Previous human factors explorations of program understanding have identified cognitive design elements that are needed to support the construction of mental models. Storey and colleagues identified two broad classes of design elements important for helping software analysts maintaining code to build their mental model: those that support comprehension, and those that reduce the cognitive overhead of the analyst [5]. Examples of elements that support comprehension include tools and features that support the construction of multiple mental models, and tools and features that provide abstraction mechanisms. Examples of design features that reduce the cognitive overhead of the analysts include support for navigation through the code, decision making, and documentation of findings. Although these insights came from studying software maintainers, they are relevant for binary reverse engineers as well. Our work represents an attempt to create a more user-centric abstraction of data flow information to support comprehension, but further development will need to address the cognitive overhead of creating this abstraction. The insights from Storey and colleagues will continue to be important as new tools are developed, automatic analyses are advanced, and reverse engineering workflows evolve.

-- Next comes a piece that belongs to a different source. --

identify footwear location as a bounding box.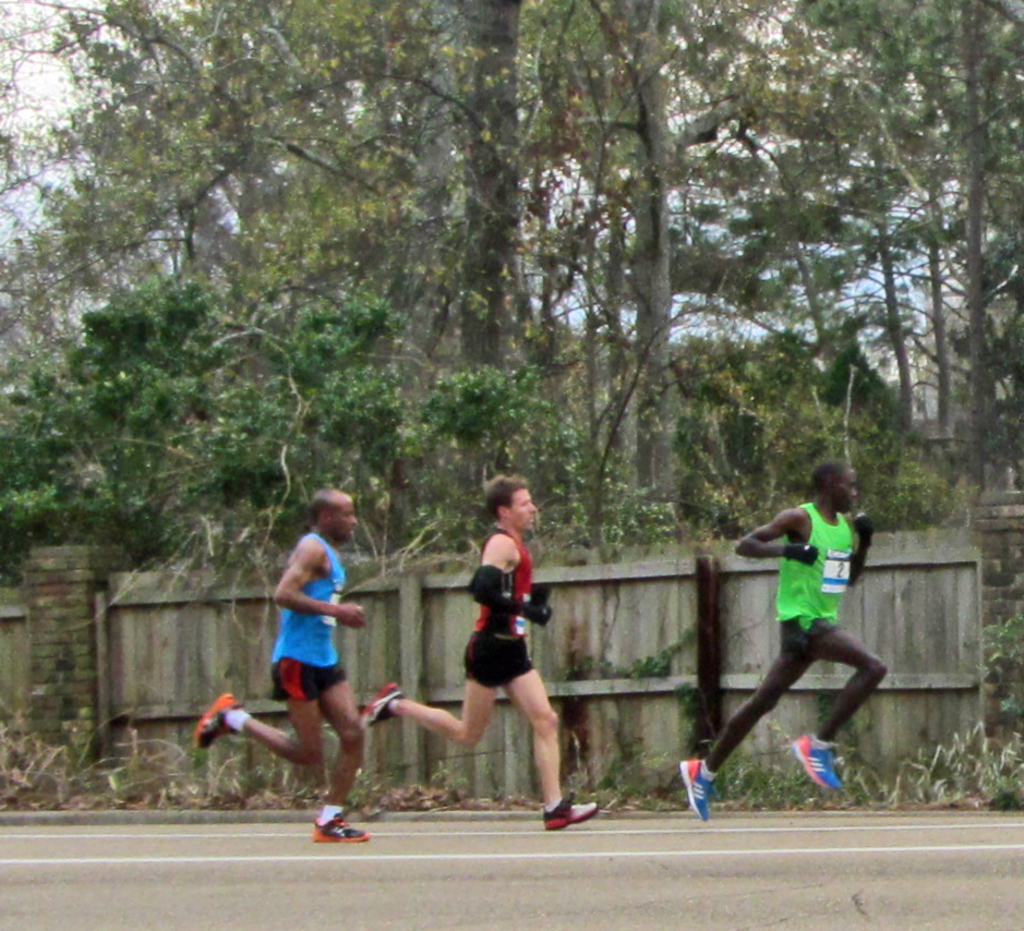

Another opportunity for reducing the cognitive overhead of the analyst is to provide tools that can help them to record the details of their analysis, perhaps into something like a knowledge transfer diagram [50]. These visualizations can help to externalize an analyst’s understanding of both the program and the assessment. A record of this understanding can help maintain the current goal of the analysis, establishing the mental context that is required for analysis when returning to a project, or communicating the current state of understanding to other analysts or customers. Research approaches that support the design of new decision-making support tools, such as work domain analysis, could support development of these externalizations.

6 Conclusion

In this case study, we describe using human factors methods to derive requirements for interprocedural data flow visualizations that can be used to quickly understand data flow elements and their relationships and influences. To generalize requirements produced through semi-structured interviews, and through task- and program-specific knowledge audits and cognitive walkthroughs, we developed a two-stage modified sorting task that helps extract commonalities in analyst mental models of data flow across different types of programs. We used the results from the modified sorting task, augmented with results from the cognitive task analysis activities, to derive a data flow taxonomy (requirements for representation). We assigned elements of the taxonomy to visual representations in an elaborated directed graph representation, and we used these generalized requirements to manually generate and evaluate data flow visualizations for binary programs with different vulnerabilities. Analysts were able to use the data flow visualizations to answer many critical questions about data flow. Our results indicate that our data flow taxonomy is promising as a mechanism for improving analyst understanding of data flow in binaries and for supporting efficient decision making during analysis. However, future work and evaluation will require integrating the visualization into existing analyst workflows.